A weighted soul who believed in the purity and vitality of poetry,
the poet Paul Carroll inherited from Dada and Surrealism
an undisguised passion and iconoclasm.

"The Wicked and Unfaithful Song of Marcel Duchamp to His Queen"
of 1961 seems to resonate with a consequential reading
of postmodern thought--"meaning" is literally a mere perception
residing in the human mind ... perhaps nothing more,
and the presence of Duchamp's posthumously revealed
Given: 1. The Waterfall, 2. The Illuminating Gas
(1946-66),
by musing on "Death" as "the only good joke."
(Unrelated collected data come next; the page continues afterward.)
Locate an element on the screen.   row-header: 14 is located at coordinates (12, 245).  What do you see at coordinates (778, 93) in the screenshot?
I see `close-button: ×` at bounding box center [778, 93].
In 1979, composer John Austin conducted a vocal piece
based on the very same poem. Tout-Fait is delighted to
present the juxtaposition of text, sound, and visual images
in order to induce an enchanted experience of various dimensions
in simultaneity.

- Compiled by Ya Ling Chen

 

click to enlarge
Figure 2
Marcel Duchamp , Dust Breeding, 1920, from the Green Box of 1934

 

 

click to enlarge
Figure 3
Marcel Duchamp, Cemetery of Uniforms and Liveries, No. 2, 1914



click to enlarge
Figure 4
Photograph of Duchamp's
studio, 1916-17

 

click to enlarge
Figure 5
Photograph of Duchamp's
Unhappy Readymade (1919) taken by Jean Grotti or Suzanne Duchamp Grotti, 1920

 



A trifle pompously, your move, my love, among
               the mass of nerve-
       tissues in my cranium;
                             and as you move
                      you have become the last
of my inconsequential ironies. At best,
               chess too just
       a question of pure chance.
                              Films of dust
                     girdle your body: for once


I shift you on the chess board, sweet, you will become
              a solution for which
       there never was a problem:
                            that old itch
                     for order which we like to hint
exists in what we do. And yet, that blueprint
               I fashioned once
        for the motions of the body
                             ended nice-
                       ly in a cemetery


of empty uniforms: priest and bus-
               boy, butler, gendarme,
        undertaker, horseman—jointless.
                             Art? A form
                      of intimate hygiene for
the ghosts we really are. More work, those wolftraps for
               the intellect
       (one must always work,
                            sweet, to contradict
                      one’s taste)—the hanger tack-


ed upright to the floor; that urinal
              I signed: R. Mutt;
       and that geometry textbook I tied to dangle
                                 in diagonal at
                        a corner of my porch
until, buffeted by raw winds, bleach—
             ed by sun & sleets,
      it got the facts of life;
                            or those glass discs
                    twirling on the phonograph


to tease the ear and eye. How predictable
              poor Picabia
       became! And such a fool
                              to bitch all day
                      and thrash about and sob
how slovenly God goes about his job.
               I’ll let you sit,
        sweet, and move the Rook
                              instead. Why not?
                       Death is the only good joke.

A drawing by John Austin (1979)


The Wicked and Unfaithful Song Of Marcel Duchamp To His Queen
(1979)

Composer:
John Austin

Performers:
Diane Ragains, Soprano
Robert Morgan, Oboe/English Horn
Michael Gamburg, Bassoon


NOTE: THE TEXT AND MUSIC OF "THE WICKED AND UNFAITHFUL SONG OF MARCEL DUCHAMP TO HIS QUEEN" ARE UNDER COPYRIGHT; DOWNLOADING OF THIS PERFORMANCE IS STRICTLY PROHIBITED.

* Special thanks to Maryrose Carroll and Luke Carroll for authorizing Tout-Fait to publish this poem.